The Implications of Saddam’s Hanging
A Posts entry from Saturday, December 30, 2006
Saddam Hussein, the former Iraqi leader who for the last year has been held in captivity, was hanged on Saturday at 6 a.m. (10 p.m. Friday EST) at an undisclosed location in Baghdad.
There is no doubt that Saddam Hussein was responsible for the slaughter of 148 Kurds back in 1982, as well as inumerable crimes against humanity under his regime. Yet, the hanging itself will not provide a resolution for the crippled country. U.S. President George W. Bush warned that his hanging would not put an end to the violence occurring throughout the country.
He said: “It is an important milestone on Iraq’s course to becoming a democracy that can govern, sustain, and defend itself, and be an ally in the War on Terror.”
While the execution may be hailed as a triump for democracy, aside from the fact that the earlier judge had to be dismissed for allegedly sympathizing with Hussein, Iraq remains a war-torn, unstable country plagued by civil war between various opposing Islamic sects—the Shiites, Sunnis, as well as the Kurds—who all have long histories of violence and hatred towards each other.
It also seems important to keep in mind that, while I am not denying the fact that Saddam Hussein committed horrible atrocities against his own people, he remained our ally up until the end of the Cold War, when his regime’s power threatened the fragile stability of the Middle East, with particular regards to Saudi Arabia. At that time, he used the chemical weapons the United States sold to him to fight Iran to gas his own people. Thus, it seems ironic to condemn such a man, while lauding U.S. efforts as noble.
And, perhaps the greatest tragedy—or irony—of the Iraq war, is its impact on civilians. While Saddam Hussein stands accused, and rightfully convicted, of the deaths of nearly 150 Kurds (and clearly thousands more were brutally killed, raped, and tortured under his rule), it’s estimated that at a minimum, 52,000 Iraqi civilians have died, with the maximum being roughly 57,000.1 In that sense, one must ask the question: who should’ve been on trial, Saddam Hussein or George W. Bush? (a little dramatic and leftist sounding, I know, but those numbers are just staggering and the media never reports on them!)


▸ **Exercise directions**: Copy the entries character for character.

▸ **Data for this exercise**:

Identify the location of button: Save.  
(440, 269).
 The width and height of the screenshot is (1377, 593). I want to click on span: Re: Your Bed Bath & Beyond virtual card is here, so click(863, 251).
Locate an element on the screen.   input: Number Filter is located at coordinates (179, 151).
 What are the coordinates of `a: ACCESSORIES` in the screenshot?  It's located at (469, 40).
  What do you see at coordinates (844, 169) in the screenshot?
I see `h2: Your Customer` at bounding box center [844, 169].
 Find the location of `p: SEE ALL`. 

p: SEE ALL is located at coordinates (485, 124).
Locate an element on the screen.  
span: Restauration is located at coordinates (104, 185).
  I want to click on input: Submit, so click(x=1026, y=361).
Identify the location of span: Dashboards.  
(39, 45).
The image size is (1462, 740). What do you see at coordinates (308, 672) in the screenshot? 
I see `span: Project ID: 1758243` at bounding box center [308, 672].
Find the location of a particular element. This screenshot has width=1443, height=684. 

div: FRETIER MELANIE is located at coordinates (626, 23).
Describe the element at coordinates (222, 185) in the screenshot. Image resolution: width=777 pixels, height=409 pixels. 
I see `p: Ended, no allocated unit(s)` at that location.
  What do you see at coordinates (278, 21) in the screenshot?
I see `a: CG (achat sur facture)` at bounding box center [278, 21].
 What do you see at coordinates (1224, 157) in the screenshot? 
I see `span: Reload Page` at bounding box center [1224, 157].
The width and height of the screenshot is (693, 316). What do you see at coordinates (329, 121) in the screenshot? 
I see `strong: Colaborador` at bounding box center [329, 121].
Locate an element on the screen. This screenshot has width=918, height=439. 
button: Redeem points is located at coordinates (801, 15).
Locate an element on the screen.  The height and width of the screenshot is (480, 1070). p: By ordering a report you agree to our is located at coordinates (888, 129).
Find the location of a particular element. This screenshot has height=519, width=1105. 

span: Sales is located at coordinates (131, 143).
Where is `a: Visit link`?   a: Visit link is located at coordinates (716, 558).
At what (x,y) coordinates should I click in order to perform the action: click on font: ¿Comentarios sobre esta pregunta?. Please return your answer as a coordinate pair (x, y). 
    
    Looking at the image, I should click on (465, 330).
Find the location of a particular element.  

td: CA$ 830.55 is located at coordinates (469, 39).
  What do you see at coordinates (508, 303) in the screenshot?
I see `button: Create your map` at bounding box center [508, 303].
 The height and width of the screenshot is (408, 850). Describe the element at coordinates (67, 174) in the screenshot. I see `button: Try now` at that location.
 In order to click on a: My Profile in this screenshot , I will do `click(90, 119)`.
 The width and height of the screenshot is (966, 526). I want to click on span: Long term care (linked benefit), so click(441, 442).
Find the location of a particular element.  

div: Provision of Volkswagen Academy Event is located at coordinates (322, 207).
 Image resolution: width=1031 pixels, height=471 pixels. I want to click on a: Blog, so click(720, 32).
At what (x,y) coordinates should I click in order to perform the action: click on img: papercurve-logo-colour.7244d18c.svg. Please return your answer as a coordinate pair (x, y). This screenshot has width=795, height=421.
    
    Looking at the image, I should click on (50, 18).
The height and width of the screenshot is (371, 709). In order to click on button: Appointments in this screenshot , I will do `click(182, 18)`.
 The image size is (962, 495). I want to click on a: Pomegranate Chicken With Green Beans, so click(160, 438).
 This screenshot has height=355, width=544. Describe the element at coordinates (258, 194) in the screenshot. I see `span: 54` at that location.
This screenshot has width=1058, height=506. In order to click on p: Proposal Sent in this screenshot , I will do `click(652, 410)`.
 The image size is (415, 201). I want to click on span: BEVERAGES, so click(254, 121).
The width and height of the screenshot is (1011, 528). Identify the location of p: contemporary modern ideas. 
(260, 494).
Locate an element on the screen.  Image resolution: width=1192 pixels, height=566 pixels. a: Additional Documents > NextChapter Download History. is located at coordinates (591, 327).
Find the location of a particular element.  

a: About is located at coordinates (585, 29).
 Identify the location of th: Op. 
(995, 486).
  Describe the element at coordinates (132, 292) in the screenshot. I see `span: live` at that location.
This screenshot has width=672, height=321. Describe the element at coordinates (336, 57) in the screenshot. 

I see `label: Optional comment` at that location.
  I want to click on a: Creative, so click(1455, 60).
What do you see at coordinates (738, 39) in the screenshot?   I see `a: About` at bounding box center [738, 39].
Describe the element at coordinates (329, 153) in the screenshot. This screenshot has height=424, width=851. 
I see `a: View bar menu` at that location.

▸ **Output for this task**:
Identify the location of button: Save.  
(440, 269).
 The width and height of the screenshot is (1377, 593). I want to click on span: Re: Your Bed Bath & Beyond virtual card is here, so click(863, 251).
Locate an element on the screen.   input: Number Filter is located at coordinates (179, 151).
 What are the coordinates of `a: ACCESSORIES` in the screenshot?  It's located at (469, 40).
  What do you see at coordinates (844, 169) in the screenshot?
I see `h2: Your Customer` at bounding box center [844, 169].
 Find the location of `p: SEE ALL`. 

p: SEE ALL is located at coordinates (485, 124).
Locate an element on the screen.  
span: Restauration is located at coordinates (104, 185).
  I want to click on input: Submit, so click(x=1026, y=361).
Identify the location of span: Dashboards.  
(39, 45).
The image size is (1462, 740). What do you see at coordinates (308, 672) in the screenshot? 
I see `span: Project ID: 1758243` at bounding box center [308, 672].
Find the location of a particular element. This screenshot has width=1443, height=684. 

div: FRETIER MELANIE is located at coordinates (626, 23).
Describe the element at coordinates (222, 185) in the screenshot. Image resolution: width=777 pixels, height=409 pixels. 
I see `p: Ended, no allocated unit(s)` at that location.
  What do you see at coordinates (278, 21) in the screenshot?
I see `a: CG (achat sur facture)` at bounding box center [278, 21].
 What do you see at coordinates (1224, 157) in the screenshot? 
I see `span: Reload Page` at bounding box center [1224, 157].
The width and height of the screenshot is (693, 316). What do you see at coordinates (329, 121) in the screenshot? 
I see `strong: Colaborador` at bounding box center [329, 121].
Locate an element on the screen. This screenshot has width=918, height=439. 
button: Redeem points is located at coordinates (801, 15).
Locate an element on the screen.  The height and width of the screenshot is (480, 1070). p: By ordering a report you agree to our is located at coordinates (888, 129).
Find the location of a particular element. This screenshot has height=519, width=1105. 

span: Sales is located at coordinates (131, 143).
Where is `a: Visit link`?   a: Visit link is located at coordinates (716, 558).
At what (x,y) coordinates should I click in order to perform the action: click on font: ¿Comentarios sobre esta pregunta?. Please return your answer as a coordinate pair (x, y). 
    
    Looking at the image, I should click on (465, 330).
Find the location of a particular element.  

td: CA$ 830.55 is located at coordinates (469, 39).
  What do you see at coordinates (508, 303) in the screenshot?
I see `button: Create your map` at bounding box center [508, 303].
 The height and width of the screenshot is (408, 850). Describe the element at coordinates (67, 174) in the screenshot. I see `button: Try now` at that location.
 In order to click on a: My Profile in this screenshot , I will do `click(90, 119)`.
 The width and height of the screenshot is (966, 526). I want to click on span: Long term care (linked benefit), so click(441, 442).
Find the location of a particular element.  

div: Provision of Volkswagen Academy Event is located at coordinates (322, 207).
 Image resolution: width=1031 pixels, height=471 pixels. I want to click on a: Blog, so click(720, 32).
At what (x,y) coordinates should I click in order to perform the action: click on img: papercurve-logo-colour.7244d18c.svg. Please return your answer as a coordinate pair (x, y). This screenshot has width=795, height=421.
    
    Looking at the image, I should click on (50, 18).
The height and width of the screenshot is (371, 709). In order to click on button: Appointments in this screenshot , I will do `click(182, 18)`.
 The image size is (962, 495). I want to click on a: Pomegranate Chicken With Green Beans, so click(160, 438).
 This screenshot has height=355, width=544. Describe the element at coordinates (258, 194) in the screenshot. I see `span: 54` at that location.
This screenshot has width=1058, height=506. In order to click on p: Proposal Sent in this screenshot , I will do `click(652, 410)`.
 The image size is (415, 201). I want to click on span: BEVERAGES, so click(254, 121).
The width and height of the screenshot is (1011, 528). Identify the location of p: contemporary modern ideas. 
(260, 494).
Locate an element on the screen.  Image resolution: width=1192 pixels, height=566 pixels. a: Additional Documents > NextChapter Download History. is located at coordinates (591, 327).
Find the location of a particular element.  

a: About is located at coordinates (585, 29).
 Identify the location of th: Op. 
(995, 486).
  Describe the element at coordinates (132, 292) in the screenshot. I see `span: live` at that location.
This screenshot has width=672, height=321. Describe the element at coordinates (336, 57) in the screenshot. 

I see `label: Optional comment` at that location.
  I want to click on a: Creative, so click(1455, 60).
What do you see at coordinates (738, 39) in the screenshot?   I see `a: About` at bounding box center [738, 39].
Describe the element at coordinates (329, 153) in the screenshot. This screenshot has height=424, width=851. 
I see `a: View bar menu` at that location.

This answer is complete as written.